Adventures with Patsy
Highclere Castle, the setting of the international hit series, “Downton Abbey,” is also the home to WWSG exclusive speaker, Lady Fiona Carnarvon. Lady Carnarvon and the Worldwide Speakers Group’s partnership began when Lady Carnarvon traveled to the United States for the first time, a trip that would begin her many adventures with Patsy Arnett.
Patsy, now an Agent at WWSG, has traveled with Lady Carnarvon to New Orleans, Houston, Nashville, Richmond, New York City and many more cities where Lady Carnarvon has shared the stories and heritage of the wonderful building and estate where she lives, and all the people and animals that live and work there.
Time seems to have flown by since I wrote my first book ‘Lady Almina and the Real Downton Abbey’ in 2010. As a new author I had absolutely no idea that I would be expected to give talks to help promote it and that came as quite a shock. It was later published in several other countries and inevitably I began to give talks abroad as well. Given the mass of entertainment platforms available these days, authors’ talks are now ever more a priority in order to share their endeavours.
Patsy Arnett lives in Richmond, Virginia and, as President of Arnett & Associates Speakers Bureau, contacted me to do a talk in the United States. I took my first flight and, never having visited before, utterly failed to realize how large the USA is and how long internal flights can be. Lesson learned, I now pull out a very large Times Atlas of the world on to the floor to see where I am going, slightly to my son’s horror who does apps not maps.
Patsy later merged her bureau with Worldwide Speakers Group out of Washington, D.C. and I went with her. Over the last few years Patsy and I have had many adventures together in the USA and have become firm friends. ‘Lady Almina’ was followed by ‘Lady Catherine and the Real Downton Abbey’ which again looked not just at the history of Highclere but also at the real characters who lived here in the 1920s: at their loves, lives and challenges. I was even able to share the appropriate royal signatures from our Guest Book, given that this is the time period when the Downton Abbey TV series ends and the film begins, although my book ‘Lady Catherine’ carried on through the 1930s and into the Second World War.
Patsy and I continued on our travels, taking with us presents and auction prizes. One memorable talk was in Nashville which I had thought was for 650 visitors but expanded to well over 2,000. Luckily for my nerves I didn’t realise that until after I got there.
We have now become better organised, sending ahead by courier the gifts we have for the kind sponsors and organisers. Patsy, who is always annoyingly better organised than I am, then starts labelling the gifts with ribbons and name tags which she has brought with her, chatting away whilst I am still unpacking and ironing in my hotel room.
Each engagement aims to raise money for a charity or endeavour chosen by the organisers who invite me. The events take place through the generosity of sponsors -perhaps a tea, a dinner, a talk in a theatre or a gala evening, sometimes all of them. There is often a reception to say thank you to supporters. It is marvellous that so many love Downton Abbey and it is that which acts as the starting point to draw people in to enjoying talks about living in a Castle, about history or architecture or gardens or even to discussing marketing and authenticity. It is a way of creating a fun event, of involving people and, I hope, always leaving a waiting list for tickets and much money raised.
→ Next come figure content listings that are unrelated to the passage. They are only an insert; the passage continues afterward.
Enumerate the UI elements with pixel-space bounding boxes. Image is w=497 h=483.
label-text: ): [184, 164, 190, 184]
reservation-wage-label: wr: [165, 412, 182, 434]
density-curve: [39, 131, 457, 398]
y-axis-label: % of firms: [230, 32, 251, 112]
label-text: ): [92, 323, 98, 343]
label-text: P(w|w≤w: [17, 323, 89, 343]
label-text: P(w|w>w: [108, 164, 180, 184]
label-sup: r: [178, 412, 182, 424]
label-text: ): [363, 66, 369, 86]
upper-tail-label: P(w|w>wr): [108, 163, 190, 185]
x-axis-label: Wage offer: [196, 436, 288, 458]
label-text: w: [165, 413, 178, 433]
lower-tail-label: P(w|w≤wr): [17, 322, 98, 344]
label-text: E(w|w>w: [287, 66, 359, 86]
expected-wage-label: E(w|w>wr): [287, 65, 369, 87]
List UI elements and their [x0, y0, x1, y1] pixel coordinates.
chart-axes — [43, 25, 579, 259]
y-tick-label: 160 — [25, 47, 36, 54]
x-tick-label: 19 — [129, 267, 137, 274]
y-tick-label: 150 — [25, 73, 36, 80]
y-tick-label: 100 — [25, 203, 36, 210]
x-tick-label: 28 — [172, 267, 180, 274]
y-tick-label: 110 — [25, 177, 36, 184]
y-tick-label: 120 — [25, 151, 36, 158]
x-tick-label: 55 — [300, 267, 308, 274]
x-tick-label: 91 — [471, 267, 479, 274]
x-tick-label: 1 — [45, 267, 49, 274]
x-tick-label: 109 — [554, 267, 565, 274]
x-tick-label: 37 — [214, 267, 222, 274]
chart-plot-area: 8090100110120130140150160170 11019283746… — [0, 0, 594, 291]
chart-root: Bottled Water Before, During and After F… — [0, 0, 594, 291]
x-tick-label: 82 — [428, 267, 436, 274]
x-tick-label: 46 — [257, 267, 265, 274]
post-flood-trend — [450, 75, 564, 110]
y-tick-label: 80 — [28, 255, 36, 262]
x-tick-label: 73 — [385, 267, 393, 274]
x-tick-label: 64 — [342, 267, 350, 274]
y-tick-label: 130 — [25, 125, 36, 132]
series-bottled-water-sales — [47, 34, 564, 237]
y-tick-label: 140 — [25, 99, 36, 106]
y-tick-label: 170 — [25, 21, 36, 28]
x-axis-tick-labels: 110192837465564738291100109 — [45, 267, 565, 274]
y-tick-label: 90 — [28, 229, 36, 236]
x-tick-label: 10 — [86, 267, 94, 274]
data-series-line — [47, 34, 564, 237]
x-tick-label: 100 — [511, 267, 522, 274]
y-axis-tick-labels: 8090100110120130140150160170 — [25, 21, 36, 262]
Sometimes the purpose is to raise funds to support education or mental health, sometimes a charity such as the Red Cross. Patsy and I have often supported PBS, a platform which dovetails well with the love of Downton and heritage.
One sort of charity which I would dearly love to support is one which raises money to help look after families left behind, grieving and lost, because of death through war, of which I understand there are some 80,000 in the United States alone. I have been so lucky not to have experienced such a loss but I remember clearly the dreadful pain my sisters and I felt when my parents both died very young of cancer, one after another. We muddled and cried our way through it but it is still a sudden and never expected loss in a relentlessly on-going world.
Patsy always prefers that I speak without notes. I cannot quite remember why but I think it does work best for me. Anyway I would probably have lost the notes… just like I lose my car keys and phones. Without doubt, I am the odd one on the WWSG list, which has many far more important and economically focused speakers than me.
It is an honour that they include me but also true that, beyond the big economic and political matters, are the communities and people that make up daily life. Like so many US companies, Geordie and I are essentially a “Mom and Pop” business, though perhaps the Castle has been around a few hundred years longer than most. The most important part of what we do here, is to support and encourage the people who work with us every day. Unique, sometimes quirky and always committed, it is their happiness which then leads to good business. So many of articles these days are about the work/life/health and conservation balance and this is never more so than at Highclere. It is about our Challenge 2050, our stewardship, of how we live over the next 30 years.